High above the Boots pharmacy in Dublin's Grafton Street, Ms Deirdre Burns and Mr Stuart Brown are working flat out on the changeover to the euro. Ms Burns is regional customer marketing manager of Boots, while Mr Brown, who manages four Boots branches in Tallaght, is currently operating as euro communications and training manager.
By the time the new currency has arrived in our pockets, Boots will have spent £2.7 million (€3.43 million) on a programme that will prepare its customers and staff for the changeover.
Other companies may have similar transition strategies but what makes Boots different is that it is essentially a British company preparing part of its operation for a currency Britain is not joining. The company is using its Irish experience as a dry run for when Britain might embrace the euro.
"The way we adopted the euro project, we said this may happen in the UK. We want to get it totally right for our Irish customers and to be in a position of strength if it happens in the UK," Ms Burns explains.
Boots has 29 stores and 1,300 staff in the Republic. Put in context, Boots Irish stores are a small segment of the 1,300 stores in Britain and Northern Ireland.
"It's a twofold thing," she continues. "It's an exciting time in business, one of the biggest challenges any retail business will face. And it's an opportunity to get it right for the customer. By getting it right, we can build on our relationship with the customer."
Boots started out on its euro project in 1998 and, at peak periods, up to 27 people were seconded to work on it.
Boots also has panels of customers acting as consultants. As a result, five main points are being addressed.
Consumers want to know that Boots is organised for the euro.
They want to be able to trust Boots to charge them the right price.
They want the shops to help them understand how they will be affected by the euro.
They want to know the staff will be well trained.
They want to know that the company has played a part in their feeling confident and looking forward to the currency.
In preparation for the changeover, Boots has had close liaison with other retailers through IBEC, the employers' confederation, with banks and with trade unions. The company also identified issues and business risks associated with the changeover - 600 issues and 450 risks, to be precise.
"Issues and risks came down to 100 implementations. Forty of them are complete and many more are at an advanced stage," Ms Burns says. Already, 300 of Boots suppliers are trading with them in euros. Mr Brown started training the Boots staff last month and will be finished by mid-November. Then it's Christmas, as far as retailers are concerned.
He also makes presentations on the euro to other retailers, mainly in the Tallaght shopping area.
"One of the issues with us is trust - trust from our customers, trust from our staff. If the staff don't trust the company, how can the customers?" he asks.
"There are 300 tills in the 29 stores. All it takes is one till to get it wrong and we will have awful publicity and we have an impeccable reputation in that area."
Extra staff will be on duty and key people in all stores will have calculators and will advise customers. Ready reckoners will be given out free. There will be special offers to celebrate the change.
"The biggest calculator is actually at the till point. There is a convert button on it. Every time we zap the bar code it comes out in euros and we can press the convert button and show it in pounds."
He says he is expecting a lot of coins to come in over the period when the old and new currencies are both legal tender. While he would like people to take coins to their banks, Boots will nevertheless take them from you. Three hundred electronic scales will be positioned at each of the 300 tills to speed up the process.
He does think, however, that some people will not take change seriously enough.
"What worries me is that people will say it's a bit of cake. It's very different. That is why only 27 per cent of businesses are going to be totally ready for the euro coming in. We have identified the elderly and very young people as having problems."
But as Mr Brown points out, with pride in the knowledge, changing currencies is not a new thing for the Irish. "We've had 16 changes of currency since 400 BC. We've had ring money (300 BC), Ornaments (50 BC), Islamic dirhams (800 AD), Hiberno-Norse (900 AD), Danish coin (995), Dublin penny (1251), harp groat (1634), gun money (1689), Wood coin (named after a man called Wood, 1722), voce populi coin (1760), cattle money, Spanish coin (1804), pounds, shillings and pence (1928), decimal coins (1971) and independent Irish coin (1978)."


TASK BRIEF >>
Determine how many lines in the entries below contain "tick", and output only that number.

MATERIAL FOR THIS TASK >>

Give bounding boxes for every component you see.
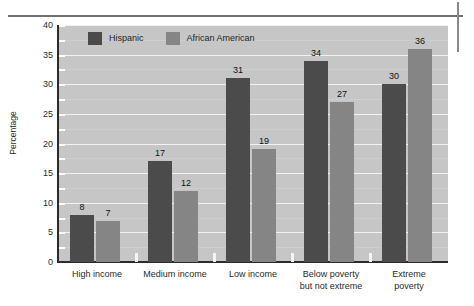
crop-mark-vertical-rule [457,2,459,52]
bar-value-label: 17 [147,149,173,158]
y-tick-label: 35 [7,50,53,59]
bar [148,161,172,262]
y-tick-label: 15 [7,169,53,178]
bar-value-label: 30 [381,72,407,81]
y-tick-label: 30 [7,80,53,89]
bar [174,191,198,262]
bar-value-label: 31 [225,66,251,75]
x-axis-label: Below povertybut not extreme [292,268,370,292]
y-tick-label: 40 [7,21,53,30]
bar-chart-figure: 0510152025303540 Percentage Hispanic Afr… [0,0,474,306]
x-axis-label: Medium income [136,268,214,280]
x-axis-label: High income [58,268,136,280]
bar [252,149,276,262]
bar [330,102,354,262]
bar-value-label: 12 [173,179,199,188]
y-tick-label: 10 [7,198,53,207]
x-axis-label-line: but not extreme [292,280,370,292]
y-tick-label: 5 [7,228,53,237]
bar [70,215,94,262]
y-axis-title: Percentage [8,98,18,168]
bar [96,221,120,262]
bar-value-label: 34 [303,49,329,58]
bar-value-label: 27 [329,90,355,99]
bar [304,61,328,262]
x-axis-label-line: poverty [370,280,448,292]
x-axis-label-line: Low income [214,268,292,280]
bar-value-label: 8 [69,203,95,212]
crop-mark-horizontal-rule [8,15,463,17]
bar [408,49,432,262]
bar-value-label: 19 [251,137,277,146]
x-axis-label-line: Extreme [370,268,448,280]
bar-group: 3119 [214,25,292,262]
bar-group: 3036 [370,25,448,262]
x-axis-label-line: Below poverty [292,268,370,280]
bar-value-label: 7 [95,209,121,218]
bar-group: 1712 [136,25,214,262]
x-axis-label-line: High income [58,268,136,280]
bar [382,84,406,262]
bar-group: 87 [58,25,136,262]
bar-value-label: 36 [407,37,433,46]
bar-group: 3427 [292,25,370,262]
x-axis-label-line: Medium income [136,268,214,280]
x-axis-label: Low income [214,268,292,280]
bars-layer: 871712311934273036 [58,25,448,262]
y-tick-label: 0 [7,258,53,267]
x-axis-label: Extremepoverty [370,268,448,292]
x-axis-category-labels: High incomeMedium incomeLow incomeBelow … [58,268,448,306]
bar [226,78,250,262]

SOLVED EXERCISE >>
7